Suspecting that the tormented phrases are the result of an automated translation or software that rewrites existing text, Cabanac and colleagues have a selection of abstracts from Microprocessors and microsystems and other magazines via a tool that can detect whether texts have been generated using the artificial intelligence tool GPT. Of Microprocessors and microsystems Papers marked by the tool resulted in manual checks in some of them “critical errors” such as nonsensical text as well as copied texts and images.

To dig deeper, the group downloaded all of the articles published in Microprocessors and microsystems between 2018 and 2021, a period they chose because an updated version of GPT was released in 2019. The analysis found that articles published after February 2021 had an average adoption time five times shorter than those published before that date. A large proportion of this work comes from authors from China. And a subset of papers had identical submission, revision, and acceptance dates, most of which appeared in special editions of the magazine.
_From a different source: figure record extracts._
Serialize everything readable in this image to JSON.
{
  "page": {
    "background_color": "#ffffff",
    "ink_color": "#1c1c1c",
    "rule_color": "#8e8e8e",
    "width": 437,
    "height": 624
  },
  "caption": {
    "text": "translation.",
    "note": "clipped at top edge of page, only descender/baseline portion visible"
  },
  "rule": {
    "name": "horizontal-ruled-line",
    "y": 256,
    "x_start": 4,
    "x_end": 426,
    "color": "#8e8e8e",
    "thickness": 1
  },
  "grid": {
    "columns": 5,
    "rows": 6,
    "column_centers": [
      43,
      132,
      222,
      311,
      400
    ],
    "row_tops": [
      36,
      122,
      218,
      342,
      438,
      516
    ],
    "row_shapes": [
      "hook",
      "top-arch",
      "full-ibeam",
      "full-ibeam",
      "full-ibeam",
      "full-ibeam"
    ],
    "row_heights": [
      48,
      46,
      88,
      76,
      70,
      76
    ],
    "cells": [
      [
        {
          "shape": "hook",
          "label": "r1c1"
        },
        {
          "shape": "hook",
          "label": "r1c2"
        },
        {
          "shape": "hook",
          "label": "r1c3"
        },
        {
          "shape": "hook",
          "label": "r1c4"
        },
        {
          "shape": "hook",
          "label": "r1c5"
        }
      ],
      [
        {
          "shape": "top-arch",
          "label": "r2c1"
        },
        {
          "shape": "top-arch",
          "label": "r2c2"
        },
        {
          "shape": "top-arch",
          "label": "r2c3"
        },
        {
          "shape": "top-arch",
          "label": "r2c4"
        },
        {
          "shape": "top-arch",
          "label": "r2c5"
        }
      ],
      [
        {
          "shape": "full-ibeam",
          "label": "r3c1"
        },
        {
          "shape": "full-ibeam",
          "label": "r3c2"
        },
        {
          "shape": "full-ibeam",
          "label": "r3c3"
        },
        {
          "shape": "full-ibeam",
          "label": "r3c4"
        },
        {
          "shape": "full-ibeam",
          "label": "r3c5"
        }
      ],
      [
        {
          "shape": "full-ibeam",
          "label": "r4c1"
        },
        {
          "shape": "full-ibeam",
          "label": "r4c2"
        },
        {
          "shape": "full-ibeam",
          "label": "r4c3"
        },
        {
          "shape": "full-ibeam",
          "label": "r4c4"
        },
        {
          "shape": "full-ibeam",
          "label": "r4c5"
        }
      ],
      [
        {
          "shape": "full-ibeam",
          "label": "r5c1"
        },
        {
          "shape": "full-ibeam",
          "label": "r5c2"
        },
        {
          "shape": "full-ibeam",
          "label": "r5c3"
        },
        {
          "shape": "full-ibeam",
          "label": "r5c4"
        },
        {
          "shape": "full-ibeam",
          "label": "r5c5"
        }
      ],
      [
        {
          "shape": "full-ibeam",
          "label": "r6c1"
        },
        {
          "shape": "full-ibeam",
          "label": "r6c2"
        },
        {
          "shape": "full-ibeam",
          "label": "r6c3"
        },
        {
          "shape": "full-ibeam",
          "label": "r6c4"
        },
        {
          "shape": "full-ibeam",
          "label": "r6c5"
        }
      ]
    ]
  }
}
That is suspicious, say the authors. In contrast to standard editions, which are supervised by the editor-in-chief, special editions are usually proposed and supervised by a guest editor and focus on a specific area of ​​research.

Microprocessors and microsystems wasn’t the only title affected – the researchers also found evidence of tortured phrases in articles published in 35 other journals. “Preliminary research shows that several thousands of articles with tortured phrases are indexed in large databases,” they write, adding that “other tortured phrases relating to the concepts of other scientific fields have yet to be uncovered.”

Special investigation

Around the time Cabanac and his colleagues first noticed the tormented phrases, and without their knowing it, became the editor of Microprocessors and microsystems began to have concerns about the integrity and rigor of peer-reviewed articles published in some of the special editions of the journal.
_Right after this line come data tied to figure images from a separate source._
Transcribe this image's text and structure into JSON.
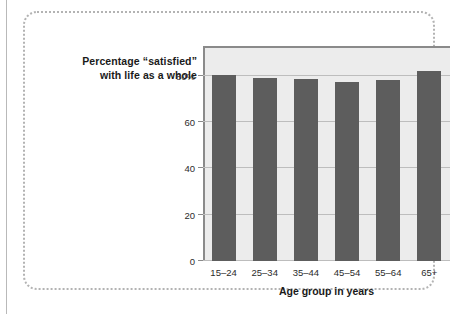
{
  "figure": {
    "title_lines": [
      "Percentage “satisfied”",
      "with life as a whole"
    ],
    "frame_style": "dotted"
  },
  "chart_data": {
    "type": "bar",
    "title": "Percentage “satisfied” with life as a whole",
    "categories": [
      "15–24",
      "25–34",
      "35–44",
      "45–54",
      "55–64",
      "65+"
    ],
    "values": [
      80.5,
      79.0,
      78.5,
      77.5,
      78.0,
      82.0
    ],
    "xlabel": "Age group in years",
    "ylabel": "Percentage “satisfied” with life as a whole",
    "ytick_labels": [
      "0",
      "20",
      "40",
      "60",
      "80%"
    ],
    "ytick_values": [
      0,
      20,
      40,
      60,
      80
    ],
    "ylim": [
      0,
      92
    ],
    "grid": true,
    "legend": null,
    "bar_color": "#5d5d5d",
    "plot_background": "#ececec",
    "gridline_color": "#bdbdbd",
    "axis_color": "#8a8a8a"
  }
}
The magazine’s editor, Elsevier, opened an investigation. This is still ongoing, but in mid-July the publisher added its concern to its 400+ articles that have appeared in six special editions of the magazine.

The concerned statements state that the papers in the affected special issues of the Microprocessors and microsystems will be progressively “independently re-evaluated” and the journal will publish further updates on its status after the research is complete.
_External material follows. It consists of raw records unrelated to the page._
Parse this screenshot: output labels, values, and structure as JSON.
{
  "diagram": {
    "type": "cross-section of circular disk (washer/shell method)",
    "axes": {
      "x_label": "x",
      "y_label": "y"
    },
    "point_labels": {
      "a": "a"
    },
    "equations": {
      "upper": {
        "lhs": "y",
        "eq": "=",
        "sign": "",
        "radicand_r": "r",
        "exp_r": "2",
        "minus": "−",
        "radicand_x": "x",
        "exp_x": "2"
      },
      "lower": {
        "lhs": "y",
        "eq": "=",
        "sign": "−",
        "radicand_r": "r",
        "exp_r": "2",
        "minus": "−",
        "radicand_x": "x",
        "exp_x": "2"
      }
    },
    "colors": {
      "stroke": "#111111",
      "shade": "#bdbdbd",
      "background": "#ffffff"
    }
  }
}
A “configuration error in the editorial system” of the magazine had meant that neither the editor-in-chief nor the editor in charge of editing received it for approval as intended, the publisher said. “This configuration bug was a temporary system migration issue and was fixed as soon as it was discovered,” the note said.

An Elsevier spokesman said nature in a statement that the Microprocessors and microsystems Research has found that the authors likely used back translation software to cover up plagiarism, and that this is the likely source of the tormented phrases.

The investigation also found that 49 articles flagged as suspicious by Cabanac and his colleagues and published in the magazine’s standard editions were originally submitted in special editions and accepted by guest editors, “but were then published in regular editions by the authors.” ‘Inquiry,’ the statement said. These papers are already part of Elsevier’s investigation, she adds.

Elisabeth Bik, a California Scientific Integrity Analyst who is known for her ability to spot duplicate images in papers, says the results of Cabanac’s research are “shocking.” “This is a very new and unsettling kind of manufactured paper,” she adds.

Jennifer Byrne, a molecular oncology researcher at the University of Sydney, Australia who is also working on the discovery of fabricated papers, says this is likely the tip of the iceberg because the researchers only looked closely at one publisher’s journal. “These papers were also found because they were of very poor quality, but there could be more plausible AI-generated papers in the literature that are harder to see,” she adds.